A sixteen-year-old American boy, Frank Pierson, appears at Tom Ripley's door in France claiming to have pushed his wheelchair-bound millionaire father off a cliff. Ripley, intrigued, takes the boy under his wing and accompanies him to Berlin — where they attend transvestite clubs in West Berlin, encounter kidnappers, and where Ripley must decide how much he cares about what happens to this strange, guilty young man.
Robert Forester has been watching a young woman, Jenny, through her kitchen window each evening — not prurient but drawn to the warmth of her domestic life, which contrasts with his disintegrating own. When Jenny discovers him, she is not frightened — she is fascinated. The novel spirals into false accusation, murder, and the complete unravelling of social reality as everyone around Robert becomes convinced he is responsible for things he didn't do.

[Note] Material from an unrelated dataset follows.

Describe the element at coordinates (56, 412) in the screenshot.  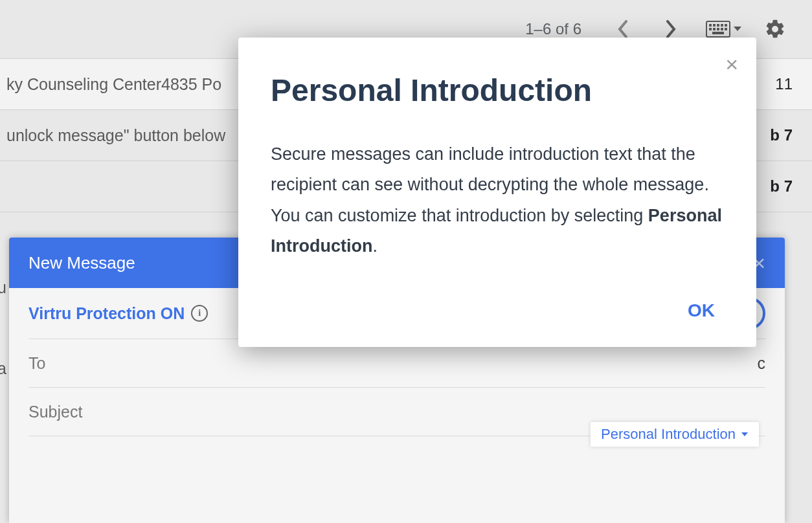
I see `subject-label: Subject` at that location.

Ray Garrett's wife has died — a probable suicide — and her father, Ed Coleman, blames Ray and has tried to shoot him in Rome. The novel follows the two men as they circle each other through Venice and its islands — Coleman hunting Ray, Ray unable to leave, drawn back to a man who wants to kill him in a city that seems to conspire with grief.
A young man is found dead on a houseboat in London. Three women — each damaged, each with a connection to the dead man — become suspects in an investigation that reaches back through years of loss and resentment.
A picnic in the Chilterns is interrupted when a hot-air balloon accident brings two strangers together. One of them — Joe Rose, a science journalist — becomes the obsessive focus of the other's deranged love. McEwan's clinical thriller dissects the boundary between reason and madness.
The origin story of Hannibal Lecter: from his aristocratic Lithuanian childhood through the traumatic events of the Second World War that broke something fundamental, to the first murders in post-war Europe and Japan. A prequel that traces the specific losses and grievances that created the most celebrated fictional cannibal.
The fifth and final Ripley novel. An American couple, David and Janice Pritchard, move to the village near Ripley's Belle Ombre and begin investigating the disappearance of Dickie Greenleaf — whose killing, thirty years earlier, is the foundational crime of the entire series. Ripley must manage this threat with the same composure he has brought to every crisis, in a novel that is both a thriller and a late meditation on how long a constructed life can hold.
A Cambridge group therapist becomes obsessed with a charismatic Greek Tragedy professor she suspects of murder, convinced he is connected to the ritualistic killings of young women who belong to his secret society — The Maidens.
When a single mother turns up dead in a small English town's river — a place with a dark history of women's deaths — her sister arrives to investigate and care for the dead woman's teenage daughter, uncovering secrets that implicate almost everyone.